Kim Gordon
![Kim Gordon](/assets/img/authors/kim-gordon.jpg)
Kim Gordon
Kim Althea Gordon is an American musician, songwriter, and visual artist. Born in Rochester, New York, Gordon was raised in Los Angeles, California, and studied art at the Otis Art Institute. She later rose to prominence as the bassist, guitarist, and vocalist of the New York City-based alternative rock band Sonic Youth, which she formed with ex-husband Thurston Moore in 1981...
NationalityAmerican
ProfessionRock Singer
Date of Birth28 April 1953
CityRochester, NY
CountryUnited States of America
I'm a slow learner. When people are so talented or facile at picking up an instrument and playing covers, like Yo La Tengo, I admire that. But I could never do that.
I don't see myself as a rock star. I don't see myself in that way. I'm interested in work that offers some sort of critical dialogue.
I can't think about whether I'll disappoint Sonic Youth fans. It's not like I want people to be disappointed, but I just can't control that.
Part of my desire to play music was because I wanted to escape the art world and the politics of it; the petty gossip-y art world. But you know, I feel like they're both equal forms of expression.
I picked up the bass kind of postpunk-style. There's a real art to not learning how to play an instrument and being able to still play it.

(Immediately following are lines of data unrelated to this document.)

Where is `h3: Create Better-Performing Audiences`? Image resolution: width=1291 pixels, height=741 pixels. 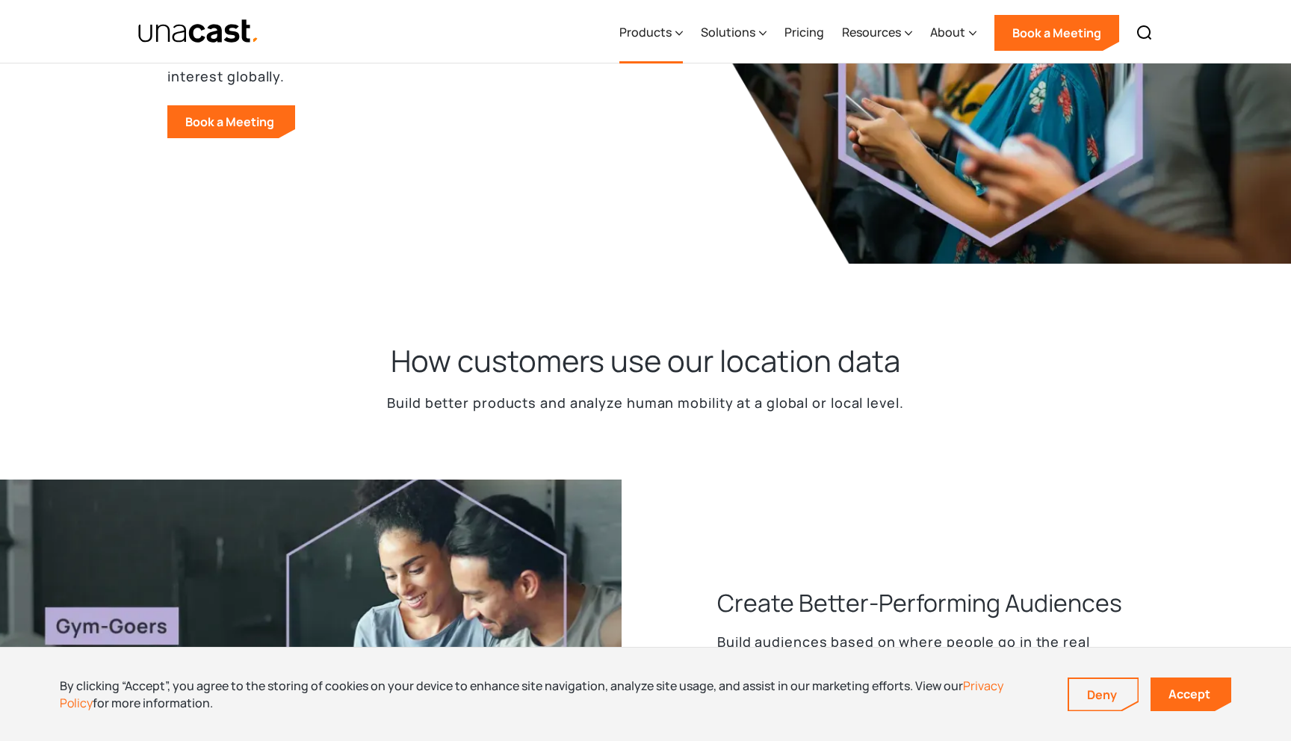
h3: Create Better-Performing Audiences is located at coordinates (920, 603).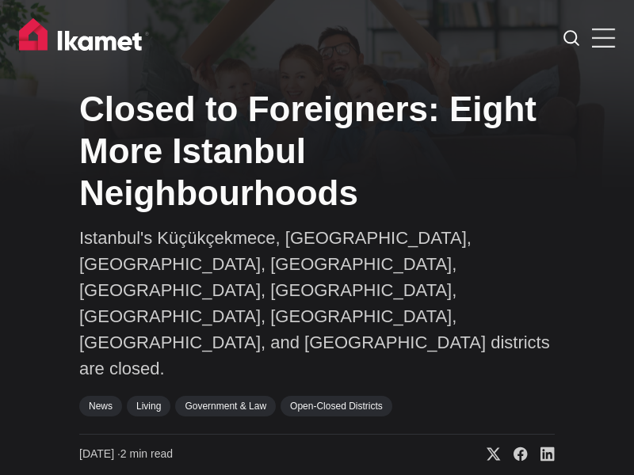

Women make natural anarchists and revolutionaries .
If you don't fit into a certain type, there's a lot of strength in just being who you are.

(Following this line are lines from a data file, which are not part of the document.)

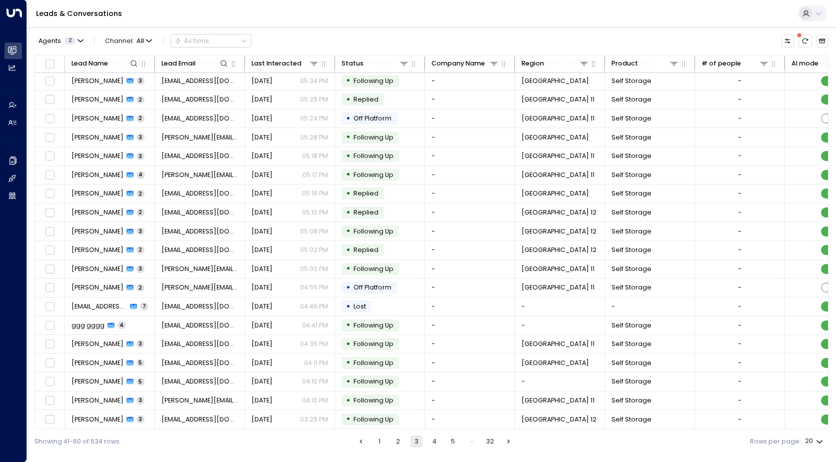 The height and width of the screenshot is (462, 836). What do you see at coordinates (361, 442) in the screenshot?
I see `button: Go to previous page` at bounding box center [361, 442]. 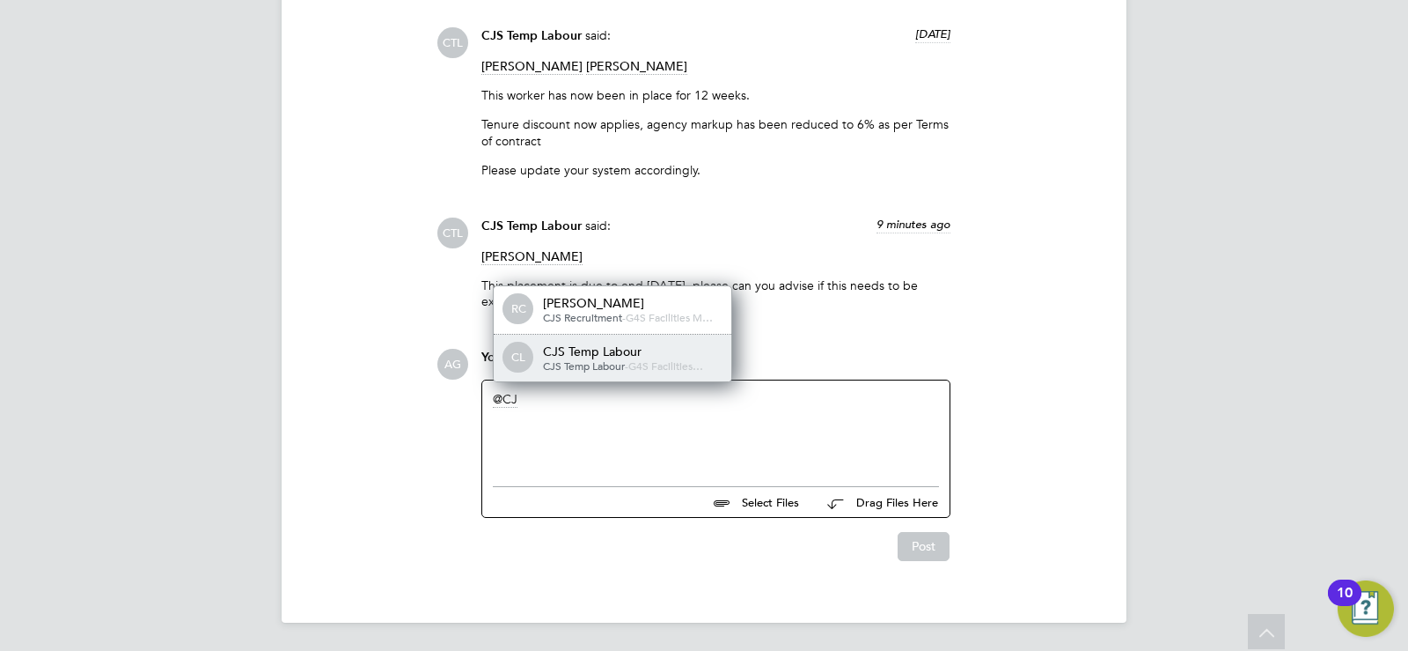 I want to click on span: G4S Facilities…, so click(x=666, y=365).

Women are natural anarchists.
Everyone's so interior now, they're not really looking around them. They're on their phones
I always wanted to rebel.
At the end of the day, women are expected to hold up the world, not annihilate it.
For me performing has a lot to do with being fearless.
I watch 'Buffy the Vampire Slayer' with my daughter. We're very into Buffy and Buffy's friends.
I don't even know if I always entirely get what I'm trying to say right away with lyrics. I like a lot of things that are more subtext. I grew up mishearing lyrics my whole life, but somehow there's so much more, too, that's implied in vocal delivery and the music itself and the gestural quality of it.